J2B files are extremely compact because they store music as tracker instructions — essentially a score and a set of instrument samples — rather than a fully rendered audio waveform. A complete track might be represented in just a few kilobytes. VOC files, on the other hand, store raw uncompressed PCM audio, meaning every second of audio takes up sample_rate × bit_depth / 8 bytes. A three-minute track at 44100 Hz in 8-bit mono would produce roughly 7.9 MB of VOC data, which is orders of magnitude larger than the source J2B.
No. J2B files, as a module format, contain loop markers and pattern sequencing data that define how the music repeats during gameplay. When FFmpeg renders the J2B to PCM, it plays through the track linearly and does not embed loop metadata into the output. The resulting VOC file is a flat, non-looping audio recording of one playthrough. If you need a looping version, you would need to manually trim and structure the audio after conversion.
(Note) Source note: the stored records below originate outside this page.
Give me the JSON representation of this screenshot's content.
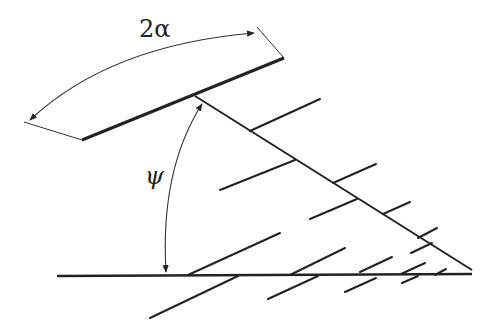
{
  "diagram": {
    "labels": {
      "angle_top": "2α",
      "angle_side": "ψ"
    },
    "colors": {
      "ink": "#222222",
      "background": "#ffffff"
    },
    "elements": {
      "blade_line": {
        "from": [
          82,
          140
        ],
        "to": [
          284,
          58
        ]
      },
      "diagonal_line": {
        "from": [
          195,
          96
        ],
        "to": [
          472,
          270
        ]
      },
      "base_line": {
        "from": [
          57,
          276
        ],
        "to": [
          472,
          274
        ]
      },
      "angle_2alpha_arc": {
        "from": [
          29,
          120
        ],
        "to": [
          255,
          33
        ],
        "label": "2α"
      },
      "angle_psi_arc": {
        "from": [
          165,
          273
        ],
        "to": [
          202,
          104
        ],
        "label": "ψ"
      }
    }
  }
}
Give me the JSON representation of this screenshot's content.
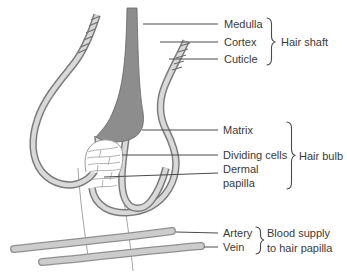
{
  "figure": {
    "type": "anatomical-diagram"
  },
  "labels": {
    "medulla": "Medulla",
    "cortex": "Cortex",
    "cuticle": "Cuticle",
    "hair_shaft": "Hair shaft",
    "matrix": "Matrix",
    "dividing_cells": "Dividing cells",
    "dermal_papilla_line1": "Dermal",
    "dermal_papilla_line2": "papilla",
    "hair_bulb": "Hair bulb",
    "artery": "Artery",
    "vein": "Vein",
    "blood_supply_line1": "Blood supply",
    "blood_supply_line2": "to hair papilla"
  },
  "colors": {
    "background": "#ffffff",
    "hair_shaft_fill": "#8d8d8d",
    "hair_shaft_outline": "#666666",
    "follicle_wall_edge": "#7a7a7a",
    "follicle_wall_fill": "#d9d9d9",
    "vessel_edge": "#909090",
    "vessel_fill": "#cccccc",
    "leader_line": "#4a4a4a",
    "text": "#3a3a3a",
    "papilla_fill": "#ffffff"
  }
}
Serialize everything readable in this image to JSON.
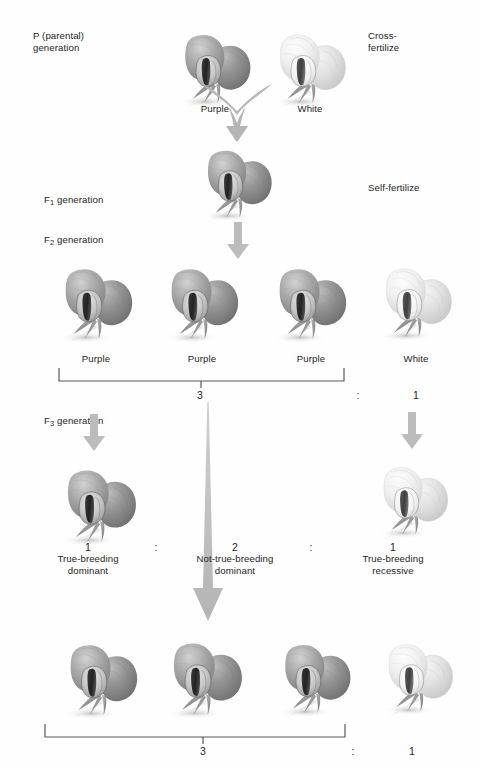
{
  "figure": {
    "background_color": "#fefefe",
    "text_color": "#231f20",
    "arrow_color": "#b3b3b3",
    "bracket_color": "#4d4d4d",
    "purple_flower_color": "#9a9a9a",
    "white_flower_color": "#eeeeee"
  },
  "generations": {
    "p_label": "P (parental)\ngeneration",
    "f1_label_prefix": "F",
    "f1_label_sub": "1",
    "f1_label_suffix": " generation",
    "f2_label_prefix": "F",
    "f2_label_sub": "2",
    "f2_label_suffix": " generation",
    "f3_label_prefix": "F",
    "f3_label_sub": "3",
    "f3_label_suffix": " generation"
  },
  "operations": {
    "cross_fertilize": "Cross-\nfertilize",
    "self_fertilize": "Self-fertilize"
  },
  "p_row": {
    "flowers": [
      {
        "name": "p-purple-flower",
        "color": "purple",
        "label": "Purple",
        "x": 213,
        "y": 68,
        "scale": 1.0
      },
      {
        "name": "p-white-flower",
        "color": "white",
        "label": "White",
        "x": 308,
        "y": 68,
        "scale": 1.0
      }
    ]
  },
  "f1_row": {
    "flowers": [
      {
        "name": "f1-purple-flower",
        "color": "purple",
        "x": 237,
        "y": 183,
        "scale": 1.0
      }
    ]
  },
  "f2_row": {
    "flowers": [
      {
        "name": "f2-flower-1",
        "color": "purple",
        "label": "Purple",
        "x": 96,
        "y": 300,
        "scale": 1.02
      },
      {
        "name": "f2-flower-2",
        "color": "purple",
        "label": "Purple",
        "x": 202,
        "y": 300,
        "scale": 1.02
      },
      {
        "name": "f2-flower-3",
        "color": "purple",
        "label": "Purple",
        "x": 311,
        "y": 300,
        "scale": 1.02
      },
      {
        "name": "f2-flower-4",
        "color": "white",
        "label": "White",
        "x": 416,
        "y": 300,
        "scale": 1.0
      }
    ],
    "ratio": {
      "left": "3",
      "colon": ":",
      "right": "1"
    }
  },
  "f3_row": {
    "flowers": [
      {
        "name": "f3-flower-left",
        "color": "purple",
        "x": 99,
        "y": 502,
        "scale": 1.04
      },
      {
        "name": "f3-flower-right",
        "color": "white",
        "x": 414,
        "y": 500,
        "scale": 0.98
      }
    ],
    "ratio": {
      "left_number": "1",
      "left_caption": "True-breeding\ndominant",
      "colon_1": ":",
      "middle_number": "2",
      "middle_caption": "Not-true-breeding\ndominant",
      "colon_2": ":",
      "right_number": "1",
      "right_caption": "True-breeding\nrecessive"
    }
  },
  "f3_bottom_row": {
    "flowers": [
      {
        "name": "f3-bottom-flower-1",
        "color": "purple",
        "x": 101,
        "y": 676,
        "scale": 1.02
      },
      {
        "name": "f3-bottom-flower-2",
        "color": "purple",
        "x": 206,
        "y": 676,
        "scale": 1.04
      },
      {
        "name": "f3-bottom-flower-3",
        "color": "purple",
        "x": 316,
        "y": 676,
        "scale": 1.0
      },
      {
        "name": "f3-bottom-flower-4",
        "color": "white",
        "x": 419,
        "y": 676,
        "scale": 0.98
      }
    ],
    "ratio": {
      "left": "3",
      "colon": ":",
      "right": "1"
    }
  }
}
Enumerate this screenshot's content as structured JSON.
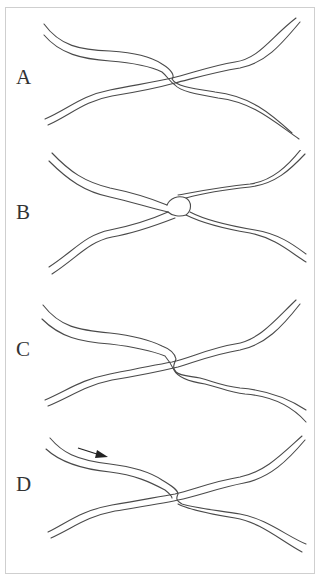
{
  "figure": {
    "panels": [
      {
        "label": "A",
        "junction": "strands cross with top strand looping over at center"
      },
      {
        "label": "B",
        "junction": "strands pinched together into a knot-like junction"
      },
      {
        "label": "C",
        "junction": "strands cross with offset hook at center"
      },
      {
        "label": "D",
        "junction": "strands cross; arrow indicates direction of movement",
        "arrow": true
      }
    ],
    "colors": {
      "line": "#4a4a4a",
      "border": "#cfcfcf",
      "background": "#ffffff"
    }
  }
}
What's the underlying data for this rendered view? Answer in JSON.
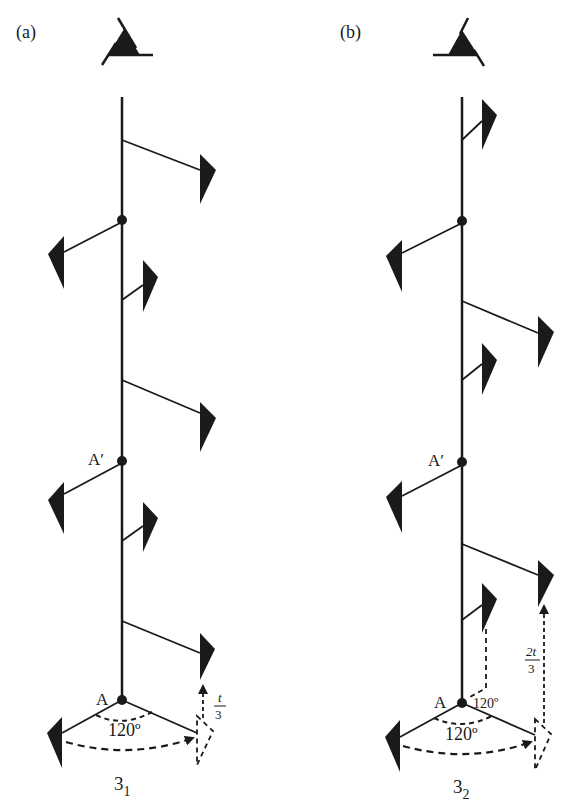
{
  "panels": [
    {
      "id": "a",
      "label": "(a)",
      "axis_point_top": "A′",
      "axis_point_bottom": "A",
      "angle_small": "120º",
      "angle_label": "120º",
      "translation_num": "t",
      "translation_den": "3",
      "caption_main": "3",
      "caption_sub": "1"
    },
    {
      "id": "b",
      "label": "(b)",
      "axis_point_top": "A′",
      "axis_point_bottom": "A",
      "angle_small": "120º",
      "angle_label": "120º",
      "translation_num": "2t",
      "translation_den": "3",
      "caption_main": "3",
      "caption_sub": "2"
    }
  ],
  "colors": {
    "ink": "#1a1a1a",
    "background": "#ffffff"
  }
}
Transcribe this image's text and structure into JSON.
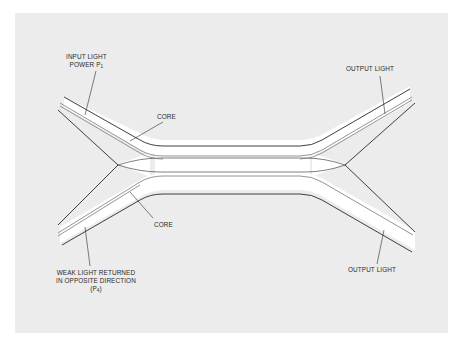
{
  "diagram": {
    "type": "optical fiber directional coupler (X-coupler)",
    "colors": {
      "background": "#ffffff",
      "panel": "#ececec",
      "fiber_fill": "#ffffff",
      "cladding_line": "#2a2a2a",
      "core_line": "#7a7a7a",
      "text": "#2a2a2a"
    },
    "labels": {
      "input_line1": "INPUT LIGHT",
      "input_line2": "POWER P",
      "input_sub": "1",
      "core_top": "CORE",
      "core_bottom": "CORE",
      "output_top": "OUTPUT LIGHT",
      "output_bottom": "OUTPUT LIGHT",
      "weak_line1": "WEAK LIGHT RETURNED",
      "weak_line2": "IN OPPOSITE DIRECTION",
      "weak_line3_prefix": "(P",
      "weak_sub": "4",
      "weak_line3_suffix": ")"
    },
    "ports": [
      {
        "name": "top-left",
        "role": "input",
        "power": "P1"
      },
      {
        "name": "bottom-left",
        "role": "returned light",
        "power": "P4"
      },
      {
        "name": "top-right",
        "role": "output"
      },
      {
        "name": "bottom-right",
        "role": "output"
      }
    ]
  }
}
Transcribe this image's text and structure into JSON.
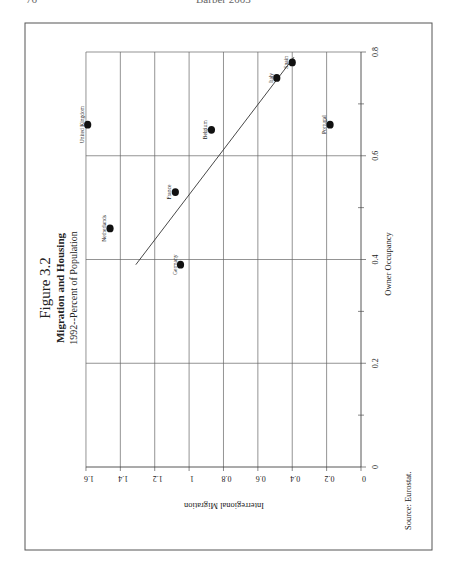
{
  "page_header": {
    "page_number": "76",
    "running_head": "Barber 2003"
  },
  "figure": {
    "title": "Figure 3.2",
    "subtitle": "Migration and Housing",
    "subsubtitle": "1992--Percent of Population",
    "source": "Source:  Eurostat."
  },
  "chart_data": {
    "type": "scatter",
    "title": "Figure 3.2 Migration and Housing",
    "subtitle": "1992--Percent of Population",
    "xlabel": "Owner Occupancy",
    "ylabel": "Interregional Migration",
    "xlim": [
      0,
      0.8
    ],
    "ylim": [
      0,
      1.6
    ],
    "x_ticks": [
      "0",
      "0.2",
      "0.4",
      "0.6",
      "0.8"
    ],
    "y_ticks": [
      "0",
      "0.2",
      "0.4",
      "0.6",
      "0.8",
      "1",
      "1.2",
      "1.4",
      "1.6"
    ],
    "grid": true,
    "orientation_note": "page rotated 90 degrees clockwise",
    "points": [
      {
        "label": "United Kingdom",
        "x": 0.66,
        "y": 1.59
      },
      {
        "label": "Netherlands",
        "x": 0.46,
        "y": 1.46
      },
      {
        "label": "France",
        "x": 0.53,
        "y": 1.08
      },
      {
        "label": "Germany",
        "x": 0.39,
        "y": 1.05
      },
      {
        "label": "Belgium",
        "x": 0.65,
        "y": 0.87
      },
      {
        "label": "Italy",
        "x": 0.75,
        "y": 0.49
      },
      {
        "label": "Spain",
        "x": 0.78,
        "y": 0.4
      },
      {
        "label": "Portugal",
        "x": 0.66,
        "y": 0.18
      }
    ],
    "trend_line": {
      "x": [
        0.39,
        0.79
      ],
      "y": [
        1.31,
        0.39
      ]
    },
    "source": "Source:  Eurostat."
  }
}
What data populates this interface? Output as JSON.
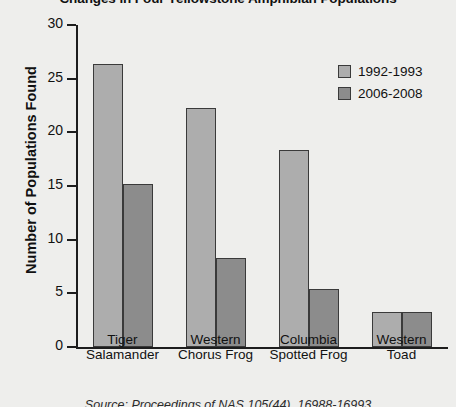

On Linux or macOS, you can use a shell loop: for f in *.j2b; do ffmpeg -i "$f" -c:a pcm_u8 "${f%.j2b}.voc"; done. On Windows Command Prompt, use: for %f in (*.j2b) do ffmpeg -i "%f" -c:a pcm_u8 "%~nf.voc". Each J2B file in the directory will be rendered and saved as a separate VOC file. This is especially useful for extracting an entire Jazz Jackrabbit 2 music library in one pass.
VOC files are not natively supported by modern media players like Windows Media Player or macOS QuickTime, but applications such as VLC, Audacity, and FFplay can open them without any issue. For authentic playback at the original 8-bit Sound Blaster quality, DOSBox also supports direct VOC file playback. If broader compatibility with modern software is your goal, converting J2B to WAV or FLAC using a similar FFmpeg command would be a more practical choice.

Technical Notes

J2B is a niche format exclusive to Jazz Jackrabbit 2, and FFmpeg's support depends on its ASYLUM Music Format demuxer correctly parsing the J2B wrapper header before handing off to the tracker renderer. The audio is rendered to PCM internally before being written to VOC using the pcm_u8 codec. The VOC container was designed by Creative Labs for the Sound Blaster card family and has a simple block-based structure with minimal metadata support — there is no place in the format to store title, artist, or loop information, all of which are lost in this conversion. The default sample rate will follow whatever FFmpeg's tracker renderer outputs for the J2B source; you can explicitly set the output sample rate by adding -ar 22050 or -ar 44100 to the command if you need to match a specific target. The unsigned 8-bit PCM codec (pcm_u8) encodes samples as values from 0–255 with 128 representing silence, which is distinct from the signed convention used in most modern formats. Be aware that very high-frequency content in the rendered J2B audio may alias slightly at 8-bit depth, which is consistent with how this audio would have sounded on original Sound Blaster hardware.